Aid is also being moved by sea; this includes additional tents, 170,000 tarpaulins sheets, and other basic items.

Humanitarian partners estimate that between 150,000 and 200,000 Rohingya refugees will be at risk this monsoon season. They are living on land prone to landslides and flooding and are in urgent need of relocation.

Of this number, 24,000 people are at critical risk due to severe instability of the land on which their shelters have been constructed.

Since August 2017, more than 670,000 Rohingya refugees have fled to Bangladesh, joining over 200,000 refugees already in the country.

In a massive effort to shelter refugees and meet their basic needs, Bangladesh has generously allocated thousands of acres of land that has already been settled on by refugees.

In addition, the government has recently allocated new land for refugees to settle on.

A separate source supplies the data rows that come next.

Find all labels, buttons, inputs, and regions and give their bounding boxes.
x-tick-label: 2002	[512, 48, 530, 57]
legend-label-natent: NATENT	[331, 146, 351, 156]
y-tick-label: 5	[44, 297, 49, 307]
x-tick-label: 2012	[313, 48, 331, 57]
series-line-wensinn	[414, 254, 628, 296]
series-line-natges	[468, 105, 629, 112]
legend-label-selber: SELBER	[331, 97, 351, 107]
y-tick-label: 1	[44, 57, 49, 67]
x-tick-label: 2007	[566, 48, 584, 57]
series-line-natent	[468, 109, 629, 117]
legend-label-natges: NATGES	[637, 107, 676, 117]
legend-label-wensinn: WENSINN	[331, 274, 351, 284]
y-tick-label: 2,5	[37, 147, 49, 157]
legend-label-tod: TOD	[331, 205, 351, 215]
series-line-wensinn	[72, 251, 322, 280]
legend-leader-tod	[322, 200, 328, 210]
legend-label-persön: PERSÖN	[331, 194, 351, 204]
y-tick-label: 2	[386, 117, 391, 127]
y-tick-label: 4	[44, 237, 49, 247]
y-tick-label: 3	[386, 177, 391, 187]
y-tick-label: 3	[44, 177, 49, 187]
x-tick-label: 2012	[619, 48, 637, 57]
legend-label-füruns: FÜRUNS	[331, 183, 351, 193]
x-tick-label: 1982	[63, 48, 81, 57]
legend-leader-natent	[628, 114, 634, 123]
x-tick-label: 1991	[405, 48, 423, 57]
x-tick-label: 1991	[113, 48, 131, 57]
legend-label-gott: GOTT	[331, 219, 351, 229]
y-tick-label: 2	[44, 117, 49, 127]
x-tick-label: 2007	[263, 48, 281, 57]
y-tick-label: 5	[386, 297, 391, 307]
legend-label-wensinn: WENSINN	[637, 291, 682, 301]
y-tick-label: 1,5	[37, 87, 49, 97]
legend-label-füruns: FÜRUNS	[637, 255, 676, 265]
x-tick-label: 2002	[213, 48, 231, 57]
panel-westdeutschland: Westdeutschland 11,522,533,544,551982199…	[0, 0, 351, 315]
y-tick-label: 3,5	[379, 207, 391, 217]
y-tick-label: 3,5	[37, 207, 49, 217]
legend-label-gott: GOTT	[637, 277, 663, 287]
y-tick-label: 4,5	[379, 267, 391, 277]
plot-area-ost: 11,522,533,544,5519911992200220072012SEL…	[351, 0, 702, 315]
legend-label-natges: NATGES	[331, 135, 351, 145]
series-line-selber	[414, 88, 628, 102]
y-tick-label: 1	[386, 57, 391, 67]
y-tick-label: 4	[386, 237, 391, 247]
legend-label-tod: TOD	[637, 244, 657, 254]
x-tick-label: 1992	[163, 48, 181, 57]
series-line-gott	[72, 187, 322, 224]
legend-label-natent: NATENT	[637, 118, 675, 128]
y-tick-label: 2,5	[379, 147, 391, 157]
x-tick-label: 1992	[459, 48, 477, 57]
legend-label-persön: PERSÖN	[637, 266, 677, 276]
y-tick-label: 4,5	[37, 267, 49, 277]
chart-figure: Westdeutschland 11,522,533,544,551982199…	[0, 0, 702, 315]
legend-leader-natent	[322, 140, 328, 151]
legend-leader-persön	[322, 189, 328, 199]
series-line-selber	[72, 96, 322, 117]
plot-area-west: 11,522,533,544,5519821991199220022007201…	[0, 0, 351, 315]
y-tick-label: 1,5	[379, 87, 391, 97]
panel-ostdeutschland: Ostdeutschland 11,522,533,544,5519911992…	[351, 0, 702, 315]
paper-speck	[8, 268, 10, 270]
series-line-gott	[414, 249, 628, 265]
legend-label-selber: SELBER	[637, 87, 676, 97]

UNHCR, IOM and WFP engineers are working around the clock to flatten this land to accommodate those at greatest risk.

Heavy machinery and thousands of labourers are working on this.

“Nonetheless this work is going more slowly than initially anticipated due to the hilliness and instability of the land. UNHCR hope to relocate some 5,000 people to the new land by the end of May,” said the spokesperson.

In the absence of more available and usable land, UNHCR has made temporary emergency relocation arrangements, which will be activated as needed.

An estimated 35,000 refugees can be hosted by other refugees living in safer areas; 34,000 refugees can be hosted in communal structures in refugee settlements; and 66,000 refugees can be hosted in tents or other emergency shelters within or adjacent to the current settlements.

Meanwhile, in support of Bangladesh’s intensive efforts to ready the refugee settlements for the monsoon rains, UNHCR is further strengthening its own emergency preparedness and response capacity - in an effort to save lives, reduce health, landslide and flood risks and preserve access to settlements.